At the end of the book we move back to psycho-geographical wanderings around Paris. We read of the stripping of Jewish apartments and the huge organisation behind the processing and distribution of Jewish possessions left by deported families who ended up in the camps. Sebald is at pains to show that no-one is innocent. To live with the knowledge of holocaust is to live in its shadow. There is no way out, for every step in the great cities of Europe is through territories which saw the most abomniable crimes perpetrated against men, women and children.

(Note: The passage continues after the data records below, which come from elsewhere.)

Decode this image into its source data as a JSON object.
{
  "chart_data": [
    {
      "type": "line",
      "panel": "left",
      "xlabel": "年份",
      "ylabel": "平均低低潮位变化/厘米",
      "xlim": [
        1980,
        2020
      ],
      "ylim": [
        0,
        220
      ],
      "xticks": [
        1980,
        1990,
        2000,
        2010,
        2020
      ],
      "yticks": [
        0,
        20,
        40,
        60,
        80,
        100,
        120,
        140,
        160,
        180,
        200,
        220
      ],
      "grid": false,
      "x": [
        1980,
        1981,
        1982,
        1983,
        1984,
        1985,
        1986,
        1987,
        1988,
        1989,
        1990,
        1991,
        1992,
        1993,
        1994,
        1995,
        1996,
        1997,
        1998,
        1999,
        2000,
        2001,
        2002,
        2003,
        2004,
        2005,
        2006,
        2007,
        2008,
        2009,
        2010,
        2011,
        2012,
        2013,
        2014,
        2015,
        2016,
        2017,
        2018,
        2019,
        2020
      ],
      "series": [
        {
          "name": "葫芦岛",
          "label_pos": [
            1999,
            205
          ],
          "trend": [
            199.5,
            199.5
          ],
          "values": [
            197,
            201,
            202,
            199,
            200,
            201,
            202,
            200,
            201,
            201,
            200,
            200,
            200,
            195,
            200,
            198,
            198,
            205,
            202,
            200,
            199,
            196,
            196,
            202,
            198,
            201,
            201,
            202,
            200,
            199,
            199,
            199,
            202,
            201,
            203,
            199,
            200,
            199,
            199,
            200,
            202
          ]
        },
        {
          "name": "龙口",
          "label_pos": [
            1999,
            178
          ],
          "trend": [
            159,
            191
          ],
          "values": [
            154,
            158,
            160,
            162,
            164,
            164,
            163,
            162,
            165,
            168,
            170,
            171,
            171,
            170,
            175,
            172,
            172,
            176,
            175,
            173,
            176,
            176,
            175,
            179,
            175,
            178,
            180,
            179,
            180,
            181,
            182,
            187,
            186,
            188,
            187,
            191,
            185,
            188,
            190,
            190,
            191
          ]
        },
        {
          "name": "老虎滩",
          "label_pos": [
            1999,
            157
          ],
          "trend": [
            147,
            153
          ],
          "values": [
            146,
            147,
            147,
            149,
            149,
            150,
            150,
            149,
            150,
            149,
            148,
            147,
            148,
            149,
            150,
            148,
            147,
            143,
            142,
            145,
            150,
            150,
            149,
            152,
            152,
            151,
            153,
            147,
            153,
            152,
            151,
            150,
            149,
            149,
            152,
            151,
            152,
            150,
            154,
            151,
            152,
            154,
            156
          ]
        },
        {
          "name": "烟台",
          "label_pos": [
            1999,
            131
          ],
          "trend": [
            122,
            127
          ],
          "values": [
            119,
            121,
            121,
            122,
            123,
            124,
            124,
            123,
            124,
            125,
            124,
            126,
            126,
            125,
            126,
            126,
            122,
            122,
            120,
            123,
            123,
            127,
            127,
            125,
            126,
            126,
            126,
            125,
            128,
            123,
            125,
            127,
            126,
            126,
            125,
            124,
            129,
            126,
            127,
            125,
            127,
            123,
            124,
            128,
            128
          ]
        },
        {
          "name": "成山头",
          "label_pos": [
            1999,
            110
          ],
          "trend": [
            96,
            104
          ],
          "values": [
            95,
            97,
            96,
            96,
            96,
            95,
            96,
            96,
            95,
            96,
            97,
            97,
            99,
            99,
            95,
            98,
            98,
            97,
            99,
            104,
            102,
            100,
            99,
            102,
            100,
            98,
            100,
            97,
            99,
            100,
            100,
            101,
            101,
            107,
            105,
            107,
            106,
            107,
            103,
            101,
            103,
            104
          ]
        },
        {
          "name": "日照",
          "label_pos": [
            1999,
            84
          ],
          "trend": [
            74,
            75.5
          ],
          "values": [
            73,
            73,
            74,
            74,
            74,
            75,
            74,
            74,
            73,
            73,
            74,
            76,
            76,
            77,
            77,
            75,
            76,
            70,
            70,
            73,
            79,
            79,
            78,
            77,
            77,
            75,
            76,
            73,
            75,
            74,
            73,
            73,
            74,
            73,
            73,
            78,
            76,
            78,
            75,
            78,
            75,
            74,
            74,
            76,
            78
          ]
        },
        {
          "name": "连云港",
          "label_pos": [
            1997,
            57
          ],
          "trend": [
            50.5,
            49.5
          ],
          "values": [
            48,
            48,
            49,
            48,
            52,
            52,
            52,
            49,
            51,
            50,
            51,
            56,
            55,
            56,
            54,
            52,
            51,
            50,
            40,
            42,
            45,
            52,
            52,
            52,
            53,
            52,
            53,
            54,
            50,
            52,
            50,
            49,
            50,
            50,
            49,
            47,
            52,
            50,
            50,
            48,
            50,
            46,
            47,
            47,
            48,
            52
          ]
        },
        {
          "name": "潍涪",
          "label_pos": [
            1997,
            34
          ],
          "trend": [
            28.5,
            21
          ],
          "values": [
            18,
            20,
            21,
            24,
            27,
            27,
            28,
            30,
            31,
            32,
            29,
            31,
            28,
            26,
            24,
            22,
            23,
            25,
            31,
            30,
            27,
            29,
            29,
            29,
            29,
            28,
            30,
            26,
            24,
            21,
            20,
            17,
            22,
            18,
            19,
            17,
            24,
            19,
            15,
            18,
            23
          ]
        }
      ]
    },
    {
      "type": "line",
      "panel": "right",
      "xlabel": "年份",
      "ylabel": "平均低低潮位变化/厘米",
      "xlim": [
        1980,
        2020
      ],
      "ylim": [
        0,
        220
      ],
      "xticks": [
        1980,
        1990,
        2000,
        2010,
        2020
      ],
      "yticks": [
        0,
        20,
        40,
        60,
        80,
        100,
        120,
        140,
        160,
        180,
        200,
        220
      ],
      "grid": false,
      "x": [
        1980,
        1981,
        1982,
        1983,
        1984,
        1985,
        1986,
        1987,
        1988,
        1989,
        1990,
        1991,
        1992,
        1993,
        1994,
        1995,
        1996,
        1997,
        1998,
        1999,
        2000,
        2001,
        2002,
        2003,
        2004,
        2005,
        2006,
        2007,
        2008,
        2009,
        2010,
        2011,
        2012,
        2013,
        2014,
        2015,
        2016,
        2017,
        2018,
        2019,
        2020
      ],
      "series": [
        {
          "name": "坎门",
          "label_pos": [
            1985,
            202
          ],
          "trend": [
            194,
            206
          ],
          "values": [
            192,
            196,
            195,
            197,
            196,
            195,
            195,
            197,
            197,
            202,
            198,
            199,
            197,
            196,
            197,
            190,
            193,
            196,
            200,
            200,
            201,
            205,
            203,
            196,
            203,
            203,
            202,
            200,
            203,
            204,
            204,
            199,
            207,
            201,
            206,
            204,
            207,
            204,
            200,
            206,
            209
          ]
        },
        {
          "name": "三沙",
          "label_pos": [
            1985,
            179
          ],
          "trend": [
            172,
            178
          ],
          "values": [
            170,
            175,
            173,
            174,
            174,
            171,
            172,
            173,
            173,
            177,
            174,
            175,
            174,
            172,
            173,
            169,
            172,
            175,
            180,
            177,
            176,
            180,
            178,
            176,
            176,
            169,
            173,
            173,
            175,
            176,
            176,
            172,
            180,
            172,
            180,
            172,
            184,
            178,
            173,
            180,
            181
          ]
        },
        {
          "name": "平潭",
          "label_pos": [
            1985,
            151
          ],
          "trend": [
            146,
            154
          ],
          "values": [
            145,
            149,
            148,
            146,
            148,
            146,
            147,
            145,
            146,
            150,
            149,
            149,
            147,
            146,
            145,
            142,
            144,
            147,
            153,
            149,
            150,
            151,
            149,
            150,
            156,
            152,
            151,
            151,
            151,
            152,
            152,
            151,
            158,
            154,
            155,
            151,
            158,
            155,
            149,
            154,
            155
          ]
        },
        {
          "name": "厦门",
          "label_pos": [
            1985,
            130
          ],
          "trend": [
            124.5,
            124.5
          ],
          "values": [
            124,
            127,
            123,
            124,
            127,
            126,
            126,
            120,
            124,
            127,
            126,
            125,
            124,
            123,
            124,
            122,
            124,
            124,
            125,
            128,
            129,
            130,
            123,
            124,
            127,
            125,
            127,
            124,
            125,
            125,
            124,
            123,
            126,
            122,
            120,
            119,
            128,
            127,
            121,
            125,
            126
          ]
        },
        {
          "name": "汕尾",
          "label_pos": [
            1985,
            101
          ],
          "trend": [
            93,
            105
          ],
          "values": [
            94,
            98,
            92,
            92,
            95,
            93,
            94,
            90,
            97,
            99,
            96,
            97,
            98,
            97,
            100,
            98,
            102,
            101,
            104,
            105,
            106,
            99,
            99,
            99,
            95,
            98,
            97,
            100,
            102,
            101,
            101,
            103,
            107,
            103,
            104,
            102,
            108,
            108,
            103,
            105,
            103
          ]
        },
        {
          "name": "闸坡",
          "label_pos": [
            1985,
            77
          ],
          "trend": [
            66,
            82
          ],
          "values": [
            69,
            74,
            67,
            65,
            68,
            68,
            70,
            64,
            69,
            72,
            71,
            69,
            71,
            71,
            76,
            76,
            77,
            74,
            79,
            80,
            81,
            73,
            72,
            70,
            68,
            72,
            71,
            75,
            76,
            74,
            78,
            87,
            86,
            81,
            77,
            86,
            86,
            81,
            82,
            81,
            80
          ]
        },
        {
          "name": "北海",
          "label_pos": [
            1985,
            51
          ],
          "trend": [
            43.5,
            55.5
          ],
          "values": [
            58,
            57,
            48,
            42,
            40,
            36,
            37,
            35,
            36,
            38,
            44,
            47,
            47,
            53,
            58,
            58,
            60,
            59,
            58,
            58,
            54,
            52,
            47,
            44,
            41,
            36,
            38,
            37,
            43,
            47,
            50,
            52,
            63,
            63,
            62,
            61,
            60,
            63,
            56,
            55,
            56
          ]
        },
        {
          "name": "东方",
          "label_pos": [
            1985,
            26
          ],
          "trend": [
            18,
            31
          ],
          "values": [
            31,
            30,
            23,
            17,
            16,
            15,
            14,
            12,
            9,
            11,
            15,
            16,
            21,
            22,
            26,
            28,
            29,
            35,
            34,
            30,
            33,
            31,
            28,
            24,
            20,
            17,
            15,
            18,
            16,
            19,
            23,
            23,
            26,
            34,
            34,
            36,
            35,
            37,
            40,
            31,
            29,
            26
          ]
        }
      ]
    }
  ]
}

At the very end of the book Sebald returns to Antwerp and visits the Breendonk fort once again. Victims of the holocaust have scratched their names on the walls of the fort’s dungeons, often only a name, a date and a place of origin. He stays in a typically gloomy hotel and completes his meditations with the story of another Jewish family he finds in a book which Austerlitz had given him. The final sentence of the book reads,

I read to the end of the fifteenth chapter of Heshel’s Kingdom and then set out on my way back to Mechelen, reaching the town as evening began to fall.

Beyond forgetting

It is impossible to doubt that this book has one over-arching theme, the loss of family and heritage through the huge dislocation caused by the Holocaust. Austerlitz has no authentic memories of his past and has therefore no means to integrate his experiences today. He knows that the memories of his Welsh childhood are false memories in that he did not know who he was, nor even his real name, and yet as he discovers more about his past, he seems unable to integrate it with his present day experiences and lives in a perpetual search for a family and home he can never find. He is as much an alien as his exiled parents, with an aching void at his core. Sebald wants his readers to understand that no European can be untouched by the Holocaust. It is beyond forgetting. There is no cure for the memories it has left behind and the only response allowed to us is to read, explore and above all to remember the dreadful scar which is without healing.

As a Christian, I believe of course in redemption.  I am conscious of the way in which Christians and people of other or no beliefs tried to alleviate the suffering of the Jewish people. I think of Dietrich Bonhoeffer who was executed for his Christian beliefs and his refusal to take part in the Nazi system.  I think of Lutheran Pastor Martin Niemoller who spent eight years in Nazi concentration camps for criticising Nazi policies.  Corrie Ten Boom was imprisoned in Ravensbruck camp until the end of the war for sheltering Jewish people in the family home.  Many more people of Christian faith and no faith stood up against the regime and paid a high price for doing so. Perhaps Sebald's bleak vision needs to be lightened a little by thoughts such as those of William Wordsworth in his sonnet , "When Philoctetes in the Lemnian Isle":

“And trust that spiritual Creatures round us move,
Griefs to allay which Reason cannot heal;                 
Yea, veriest reptiles have sufficed to prove
To fettered wretchedness, that no Bastile
Is deep enough to exclude the light of love,
Though man for brother man has ceased to feel”

Ultimately though, while these words may offer some comfort, there is no real respite from Holocaust-conscioudness. The sheer enormity of the crimes committed against Jews, and against humanity itself condemn us all to walk with Sebald among the ghosts of Europe with our eyes open to what is still it's recent and ongoing history.